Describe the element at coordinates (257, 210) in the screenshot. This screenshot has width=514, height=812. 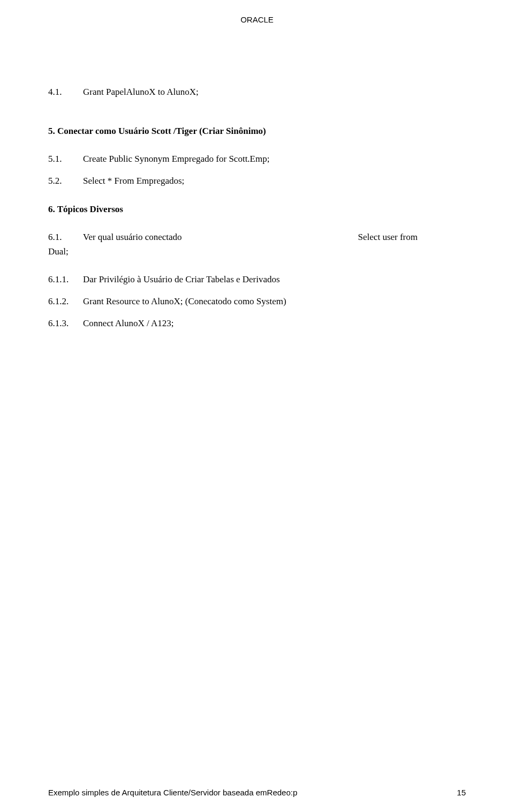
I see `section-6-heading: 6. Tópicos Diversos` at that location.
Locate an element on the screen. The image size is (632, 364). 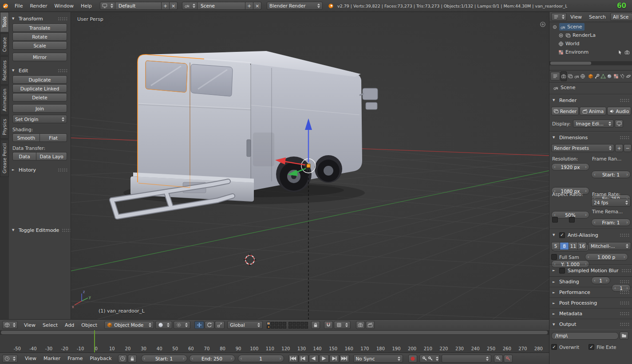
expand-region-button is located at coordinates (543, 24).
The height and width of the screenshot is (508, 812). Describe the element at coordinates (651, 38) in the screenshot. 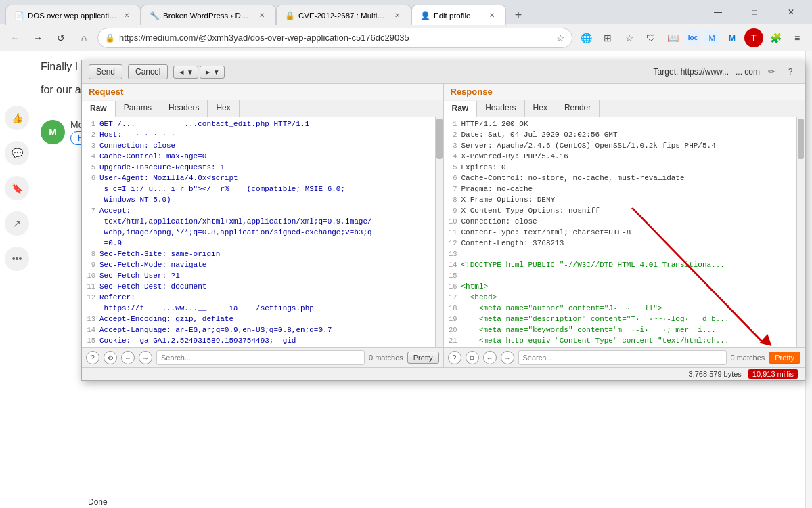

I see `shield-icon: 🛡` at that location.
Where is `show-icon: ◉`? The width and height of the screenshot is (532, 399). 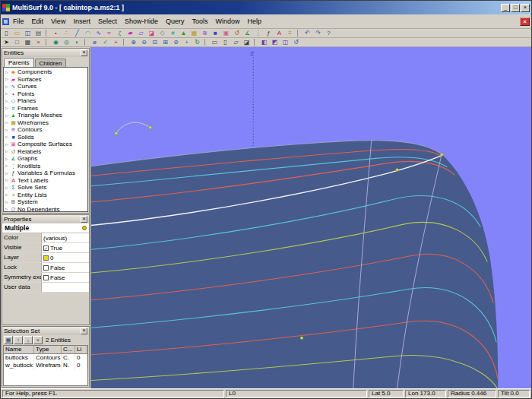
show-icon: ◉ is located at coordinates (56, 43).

◇ ◇ ◇ ◇ ◇

◆ WORK ORDER
Quote exactly, and nothing besides, the lines from the one with "The height and" through the end of the records above; include both ends and omit the pictures.

◆ EXERCISE RESPONSE
The height and width of the screenshot is (508, 812). Describe the element at coordinates (651, 38) in the screenshot. 

I see `shield-icon: 🛡` at that location.
Where is `show-icon: ◉`? The width and height of the screenshot is (532, 399). 
show-icon: ◉ is located at coordinates (56, 43).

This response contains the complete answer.